| Festival Review | ||||||||||||||||||||||||||
by Jürgen Fauth
The film's big draw is the casting of Adam Sandler, a move that is supposed to be surprising and poignant. Excuse me, but who is this guy? I was subjected to "The Wedding Singer" on an airplane once and all I remember is Drew Barrymore's lovely smile, so perhaps I am not the right man to argue whether "Punch-Drunk Love" indeed constitutes "a savvy critical appraisal of Sandler's screen personality and a transcendent redemption of it," as the press kit assures us. I am, however, qualified to tell you that Barry, Sandler's character in the film, is an unconvincing grab-bag of half-baked ideas that don't add up to much of a person, let alone one we'd like to root for. Barry, in addition to running the above-mentioned toilet plunger business from a California garage, wears a blue polyester suit, punches through glass windows when he's tormented by his seven sisters, and collects pudding to accumulate frequent-flyer miles. He's also the kind of man who calls a phone sex line just to talk. (Loners who hire sex workers only to not make use of their services are among the most hackneyed of movie cliches.)
When one of Barry's sisters sets him up with her British friend Lena (Emily Watson), an altogether unconvincing love story begins its labored course. Nothing in the movie even begins to answer the question why Lena, a loveable and reasonably successful woman, is so eager to get it on with the violent, unattractive, ill-adjusted Barry. They have nothing in common, and the clever and eccentric use of Olive Oyl's love theme from "Popeye" nonwithstanding, there is no chemistry between the two. However ironic it wants to be, any love story where the two central characters don't make sense is clearly in trouble. A film called "Punch-Drunk Love" in which the passion is inexplicable and largely absent is doomed to failure.
I'm generally in favor of oddball situations and quirky characters and harmoniums dropped on the street for no reason. But in "Punch-Drunk Love," there's no there there. All those whacky ideas surround an empty or non-existent center. The same holds true for Anderson's skilled filmmaking tricks, which won him the Best Director Award at Cannes. If only he put them in the service of a real idea. In the end, all the cleverness is only so much bluster and noise, gimmicks in search for a heart and a soul. Anderson does not have the Coen Brothers' ear for the iconoclastic, let alone Hiyako Miyazaki's, whose "Spirited Away" might just be the most breathtaking and bizarre circus of whimsy I have ever seen. Or take Aki Kaurismäki's new film "The Man Without a Past" which tells a similar love story among the damaged, but imbues it with warmth, careful observation, and genuine affection. Like Wes Anderson's "Royal Tenenbaums" (and unlike his much superior "Rushmore"), P.T. Anderson's film rings hollow.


Brief:
Report only how many lines in the listing below contain the string "graph".

- - -

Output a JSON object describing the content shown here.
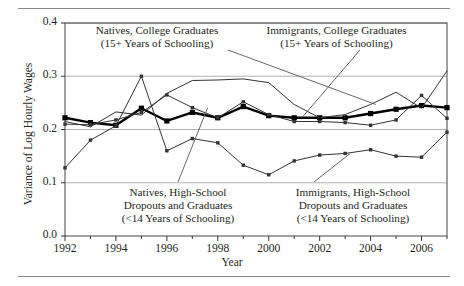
{
  "figure": {
    "has_top_rule": true,
    "has_bottom_rule": true,
    "background": "#ffffff",
    "frame_color": "#444444",
    "gridline_color": "#9a9a9a"
  },
  "axis": {
    "ylabel": "Variance of Log Hourly Wages",
    "xlabel": "Year",
    "y_ticks": [
      "0.0",
      "0.1",
      "0.2",
      "0.3",
      "0.4"
    ],
    "x_ticks": [
      "1992",
      "1994",
      "1996",
      "1998",
      "2000",
      "2002",
      "2004",
      "2006"
    ]
  },
  "annotations": {
    "natives_college": {
      "line1": "Natives, College Graduates",
      "line2": "(15+ Years of Schooling)"
    },
    "immigrants_college": {
      "line1": "Immigrants, College Graduates",
      "line2": "(15+ Years of Schooling)"
    },
    "natives_hs": {
      "line1": "Natives, High-School",
      "line2": "Dropouts and Graduates",
      "line3": "(<14 Years of Schooling)"
    },
    "immigrants_hs": {
      "line1": "Immigrants, High-School",
      "line2": "Dropouts and Graduates",
      "line3": "(<14 Years of Schooling)"
    }
  },
  "chart_data": {
    "type": "line",
    "title": "",
    "xlabel": "Year",
    "ylabel": "Variance of Log Hourly Wages",
    "xlim": [
      1992,
      2007
    ],
    "ylim": [
      0.0,
      0.4
    ],
    "ytick_values": [
      0.0,
      0.1,
      0.2,
      0.3,
      0.4
    ],
    "xtick_values": [
      1992,
      1994,
      1996,
      1998,
      2000,
      2002,
      2004,
      2006
    ],
    "grid": "horizontal",
    "legend": "inline-annotations",
    "x": [
      1992,
      1993,
      1994,
      1995,
      1996,
      1997,
      1998,
      1999,
      2000,
      2001,
      2002,
      2003,
      2004,
      2005,
      2006,
      2007
    ],
    "series": [
      {
        "name": "Natives, College Graduates (15+ Years of Schooling)",
        "style": "thick-black-square-markers",
        "color": "#000000",
        "line_width": 2.4,
        "marker": "square",
        "values": [
          0.222,
          0.213,
          0.208,
          0.24,
          0.216,
          0.232,
          0.222,
          0.243,
          0.226,
          0.222,
          0.222,
          0.222,
          0.23,
          0.238,
          0.245,
          0.241
        ]
      },
      {
        "name": "Immigrants, College Graduates (15+ Years of Schooling)",
        "style": "thin-black-no-markers",
        "color": "#333333",
        "line_width": 1.0,
        "marker": "none",
        "values": [
          0.215,
          0.205,
          0.233,
          0.227,
          0.268,
          0.292,
          0.293,
          0.295,
          0.288,
          0.247,
          0.222,
          0.228,
          0.247,
          0.27,
          0.24,
          0.31
        ]
      },
      {
        "name": "Natives, High-School Dropouts and Graduates (<14 Years of Schooling)",
        "style": "thin-black-small-square-markers",
        "color": "#333333",
        "line_width": 1.0,
        "marker": "small-square",
        "values": [
          0.21,
          0.209,
          0.218,
          0.232,
          0.265,
          0.241,
          0.222,
          0.252,
          0.228,
          0.215,
          0.215,
          0.213,
          0.208,
          0.218,
          0.264,
          0.221
        ]
      },
      {
        "name": "Immigrants, High-School Dropouts and Graduates (<14 Years of Schooling)",
        "style": "thin-black-small-diamond-markers",
        "color": "#333333",
        "line_width": 1.0,
        "marker": "small-square",
        "values": [
          0.128,
          0.18,
          0.207,
          0.3,
          0.16,
          0.183,
          0.175,
          0.133,
          0.115,
          0.141,
          0.152,
          0.155,
          0.162,
          0.15,
          0.148,
          0.195
        ]
      }
    ]
  }
}
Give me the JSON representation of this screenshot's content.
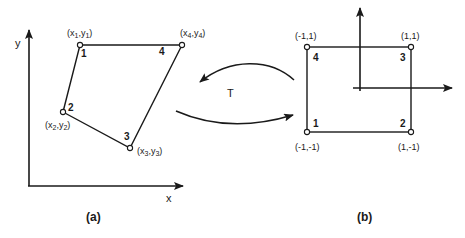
{
  "figure": {
    "stroke_color": "#1a1a1a",
    "background": "#ffffff",
    "panel_a": {
      "caption": "(a)",
      "axes": {
        "x_label": "x",
        "y_label": "y"
      },
      "nodes": [
        {
          "id": "1",
          "number": "1",
          "coord_label": "(x1,y1)",
          "sub": "1"
        },
        {
          "id": "2",
          "number": "2",
          "coord_label": "(x2,y2)",
          "sub": "2"
        },
        {
          "id": "3",
          "number": "3",
          "coord_label": "(x3,y3)",
          "sub": "3"
        },
        {
          "id": "4",
          "number": "4",
          "coord_label": "(x4,y4)",
          "sub": "4"
        }
      ]
    },
    "transform": {
      "label": "T"
    },
    "panel_b": {
      "caption": "(b)",
      "nodes": [
        {
          "id": "1",
          "number": "1",
          "coord_label": "(-1,-1)"
        },
        {
          "id": "2",
          "number": "2",
          "coord_label": "(1,-1)"
        },
        {
          "id": "3",
          "number": "3",
          "coord_label": "(1,1)"
        },
        {
          "id": "4",
          "number": "4",
          "coord_label": "(-1,1)"
        }
      ]
    }
  }
}
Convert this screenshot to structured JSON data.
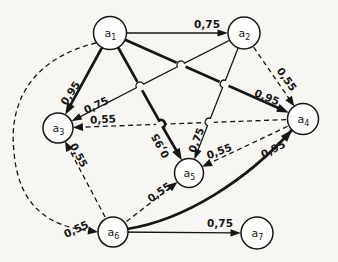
{
  "figure": {
    "width": 338,
    "height": 262,
    "background": "#f7f6f3",
    "ink": "#161616"
  },
  "graph": {
    "type": "directed-weighted-graph",
    "nodes": [
      {
        "id": "a1",
        "base": "a",
        "sub": "1",
        "x": 110,
        "y": 33,
        "r": 16.5
      },
      {
        "id": "a2",
        "base": "a",
        "sub": "2",
        "x": 244,
        "y": 33,
        "r": 16
      },
      {
        "id": "a3",
        "base": "a",
        "sub": "3",
        "x": 58,
        "y": 128,
        "r": 15
      },
      {
        "id": "a4",
        "base": "a",
        "sub": "4",
        "x": 303,
        "y": 119,
        "r": 15.5
      },
      {
        "id": "a5",
        "base": "a",
        "sub": "5",
        "x": 189,
        "y": 173,
        "r": 14.5
      },
      {
        "id": "a6",
        "base": "a",
        "sub": "6",
        "x": 113,
        "y": 232,
        "r": 15
      },
      {
        "id": "a7",
        "base": "a",
        "sub": "7",
        "x": 257,
        "y": 233,
        "r": 16
      }
    ],
    "edges": [
      {
        "from": "a1",
        "to": "a4",
        "weight": "0,95",
        "style": "thick",
        "label": {
          "x": 267,
          "y": 97,
          "rot": 22
        }
      },
      {
        "from": "a4",
        "to": "a3",
        "weight": "0,55",
        "style": "dashed",
        "label": {
          "x": 103,
          "y": 119,
          "rot": -3
        }
      },
      {
        "from": "a1",
        "to": "a5",
        "weight": "0,95",
        "style": "thick",
        "label": {
          "x": 160,
          "y": 146,
          "rot": -119
        },
        "hops": [
          [
            161,
            124,
            1
          ]
        ]
      },
      {
        "from": "a2",
        "to": "a3",
        "weight": "0,75",
        "style": "thin",
        "label": {
          "x": 96,
          "y": 105,
          "rot": -25
        },
        "hops": [
          [
            181,
            65,
            0
          ],
          [
            140,
            86,
            0
          ]
        ]
      },
      {
        "from": "a2",
        "to": "a5",
        "weight": "0,75",
        "style": "thin",
        "label": {
          "x": 196,
          "y": 140,
          "rot": -69
        },
        "hops": [
          [
            224,
            84,
            0
          ],
          [
            209,
            122,
            0
          ]
        ]
      },
      {
        "from": "a1",
        "to": "a2",
        "weight": "0,75",
        "style": "thin",
        "label": {
          "x": 207,
          "y": 24,
          "rot": 0
        }
      },
      {
        "from": "a1",
        "to": "a3",
        "weight": "0,95",
        "style": "thick",
        "label": {
          "x": 70,
          "y": 93,
          "rot": -57
        }
      },
      {
        "from": "a2",
        "to": "a4",
        "weight": "0,55",
        "style": "dashed",
        "label": {
          "x": 287,
          "y": 79,
          "rot": 55
        }
      },
      {
        "from": "a4",
        "to": "a5",
        "weight": "0,55",
        "style": "dashed",
        "label": {
          "x": 219,
          "y": 151,
          "rot": -20
        }
      },
      {
        "from": "a6",
        "to": "a3",
        "weight": "0,55",
        "style": "dashed",
        "label": {
          "x": 79,
          "y": 155,
          "rot": 62
        }
      },
      {
        "from": "a6",
        "to": "a5",
        "weight": "0,55",
        "style": "dashed",
        "label": {
          "x": 159,
          "y": 192,
          "rot": -35
        }
      },
      {
        "from": "a1",
        "to": "a6",
        "weight": "0,55",
        "style": "dashed",
        "label": {
          "x": 76,
          "y": 229,
          "rot": -25
        },
        "path": "M 96 43 C 34 58, 8 100, 14 152 C 18 202, 45 229, 97 231",
        "tip": [
          98,
          232
        ],
        "tip_angle": 8
      },
      {
        "from": "a6",
        "to": "a4",
        "weight": "0,95",
        "style": "thick",
        "label": {
          "x": 273,
          "y": 149,
          "rot": -27
        },
        "path": "M 127 229 C 185 220, 247 180, 292 130",
        "tip": [
          292,
          130
        ],
        "tip_angle": -48
      },
      {
        "from": "a6",
        "to": "a7",
        "weight": "0,75",
        "style": "thin",
        "label": {
          "x": 220,
          "y": 223,
          "rot": 0
        }
      }
    ],
    "edge_style_legend": {
      "thick": "0,95",
      "thin": "0,75",
      "dashed": "0,55"
    }
  }
}
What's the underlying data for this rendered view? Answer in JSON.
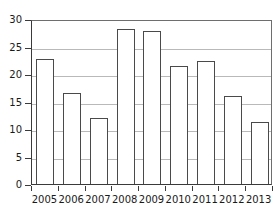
{
  "chart_data": {
    "type": "bar",
    "title": "",
    "subtitle": "",
    "xlabel": "",
    "ylabel": "",
    "categories": [
      "2005",
      "2006",
      "2007",
      "2008",
      "2009",
      "2010",
      "2011",
      "2012",
      "2013"
    ],
    "values": [
      22.8,
      16.5,
      12.0,
      28.1,
      27.9,
      21.5,
      22.4,
      16.0,
      11.2
    ],
    "ylim": [
      0,
      30
    ],
    "ytick_values": [
      0,
      5,
      10,
      15,
      20,
      25,
      30
    ],
    "ytick_labels": [
      "0",
      "5",
      "10",
      "15",
      "20",
      "25",
      "30"
    ],
    "grid": true,
    "grid_axis": "y",
    "legend": false,
    "legend_position": "none",
    "bar_fill_color": "#ffffff",
    "bar_edge_color": "#4a4a4a",
    "grid_color": "#b9b9b9",
    "axis_color": "#3a3a3a",
    "background_color": "#ffffff",
    "text_color": "#1a1a1a"
  }
}
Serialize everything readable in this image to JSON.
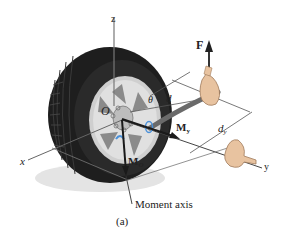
{
  "figure": {
    "caption": "(a)",
    "labels": {
      "z_axis": "z",
      "x_axis": "x",
      "y_axis": "y",
      "origin": "O",
      "force": "F",
      "theta": "θ",
      "distance_d": "d",
      "distance_dy_main": "d",
      "distance_dy_sub": "y",
      "moment_y_main": "M",
      "moment_y_sub": "y",
      "moment_o_main": "M",
      "moment_o_sub": "O",
      "moment_axis": "Moment axis"
    },
    "colors": {
      "tire": "#1e1e1e",
      "rim": "#c9c9c9",
      "rim_dark": "#8e8e8e",
      "axis_line": "#555555",
      "wrench": "#6a6a6a",
      "arrow": "#1a1a1a",
      "rotation_accent": "#4a90d9",
      "hand": "#e8c3a0",
      "shadow": "#e2e2e2"
    }
  }
}
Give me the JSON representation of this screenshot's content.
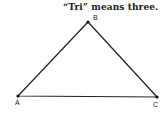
{
  "caption": "“Tri” means three.",
  "triangle": {
    "vertices": [
      {
        "label": "A",
        "x": 18,
        "y": 96
      },
      {
        "label": "B",
        "x": 88,
        "y": 22
      },
      {
        "label": "C",
        "x": 157,
        "y": 97
      }
    ]
  },
  "colors": {
    "stroke": "#222222",
    "background": "#ffffff"
  }
}
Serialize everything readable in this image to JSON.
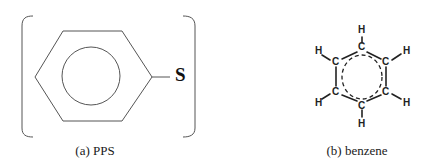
{
  "figure": {
    "panels": [
      {
        "id": "a",
        "caption": "(a) PPS",
        "structure": "polyphenylene sulfide repeat unit",
        "atom_labels": {
          "sulfur": "S"
        }
      },
      {
        "id": "b",
        "caption": "(b) benzene",
        "structure": "benzene with explicit C and H atoms",
        "atom_labels": {
          "carbon": "C",
          "hydrogen": "H",
          "carbons": [
            "C",
            "C",
            "C",
            "C",
            "C",
            "C"
          ],
          "hydrogens": [
            "H",
            "H",
            "H",
            "H",
            "H",
            "H"
          ]
        }
      }
    ],
    "colors": {
      "line": "#444444",
      "text": "#1a1a1a",
      "background": "#ffffff"
    }
  }
}
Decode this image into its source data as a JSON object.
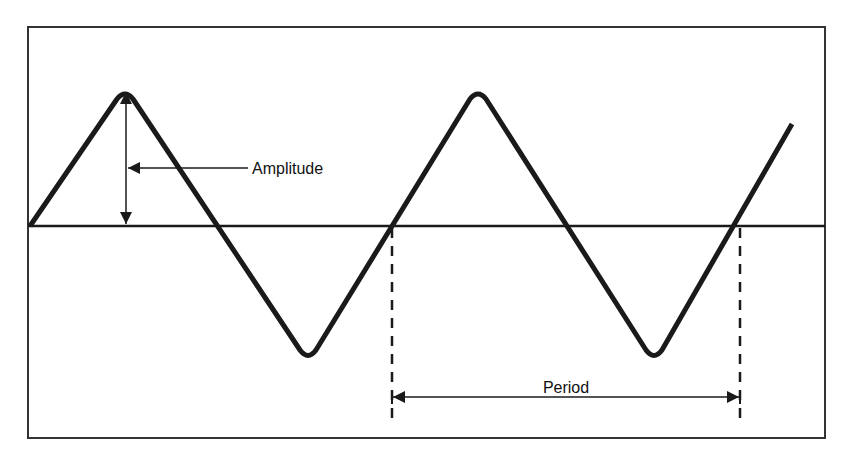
{
  "diagram": {
    "labels": {
      "amplitude": "Amplitude",
      "period": "Period"
    },
    "colors": {
      "background": "#ffffff",
      "stroke": "#1a1a1a"
    },
    "frame": {
      "x": 28,
      "y": 27,
      "width": 797,
      "height": 411
    },
    "baseline_y": 226,
    "waveform": {
      "type": "rounded-triangle",
      "points": [
        [
          30,
          226
        ],
        [
          125,
          90
        ],
        [
          213,
          226
        ],
        [
          308,
          359
        ],
        [
          392,
          226
        ],
        [
          478,
          90
        ],
        [
          566,
          226
        ],
        [
          654,
          359
        ],
        [
          738,
          226
        ],
        [
          792,
          124
        ]
      ]
    },
    "amplitude_marker": {
      "x": 126,
      "y_top": 92,
      "y_bottom": 224,
      "leader_y": 168,
      "leader_end_x": 248
    },
    "period_marker": {
      "x_start": 392,
      "x_end": 740,
      "y": 397,
      "dash_bottom": 426
    }
  }
}
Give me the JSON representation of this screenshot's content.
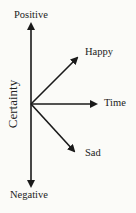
{
  "diagram": {
    "labels": {
      "top": "Positive",
      "bottom": "Negative",
      "vertical_axis": "Certainty",
      "up_right": "Happy",
      "right": "Time",
      "down_right": "Sad"
    },
    "colors": {
      "line": "#1a1a1a",
      "background": "#fbfbf8"
    }
  }
}
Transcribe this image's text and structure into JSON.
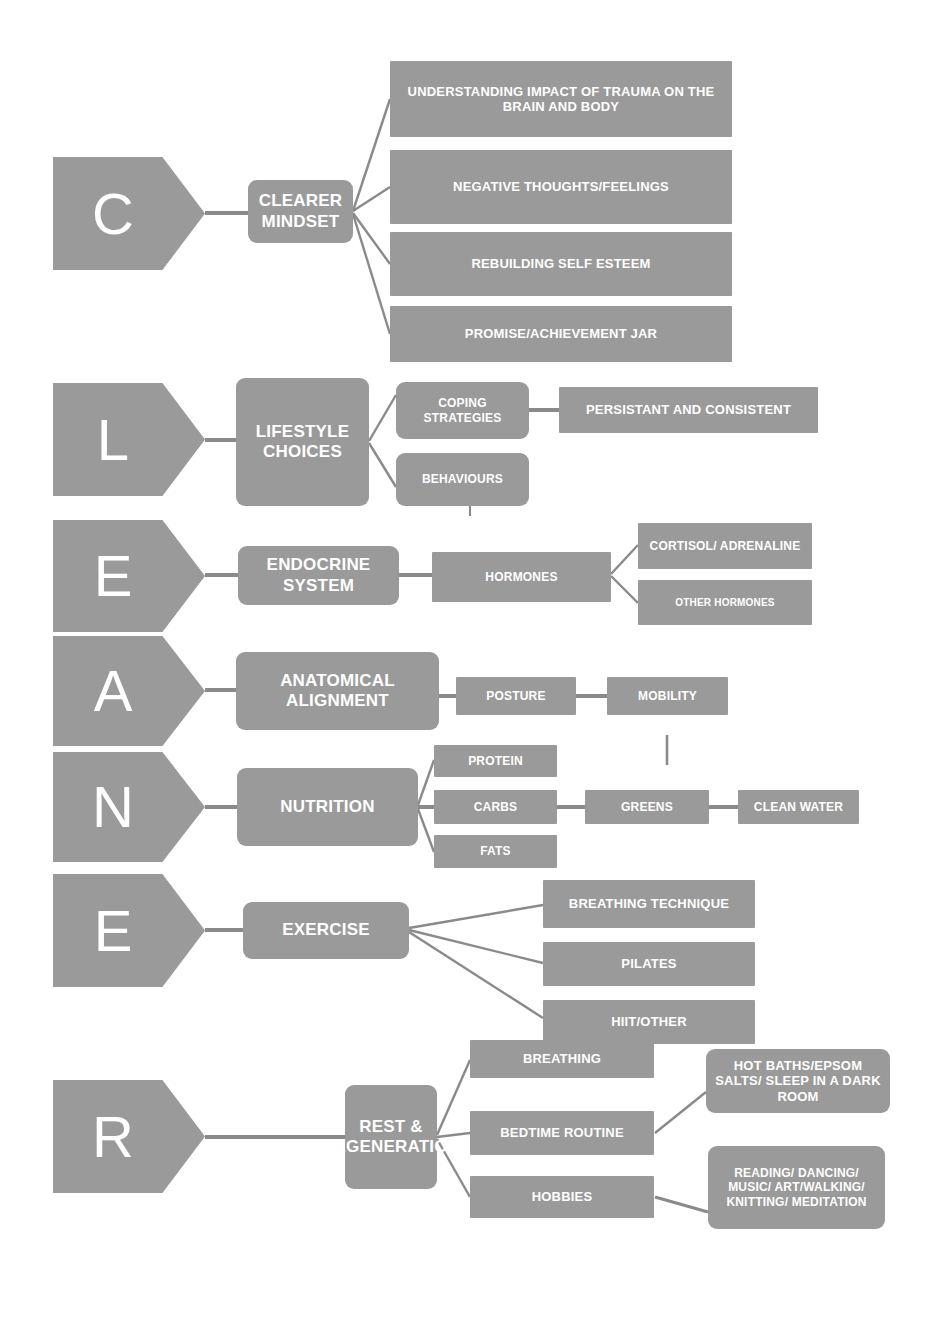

- - -

Task solution:
2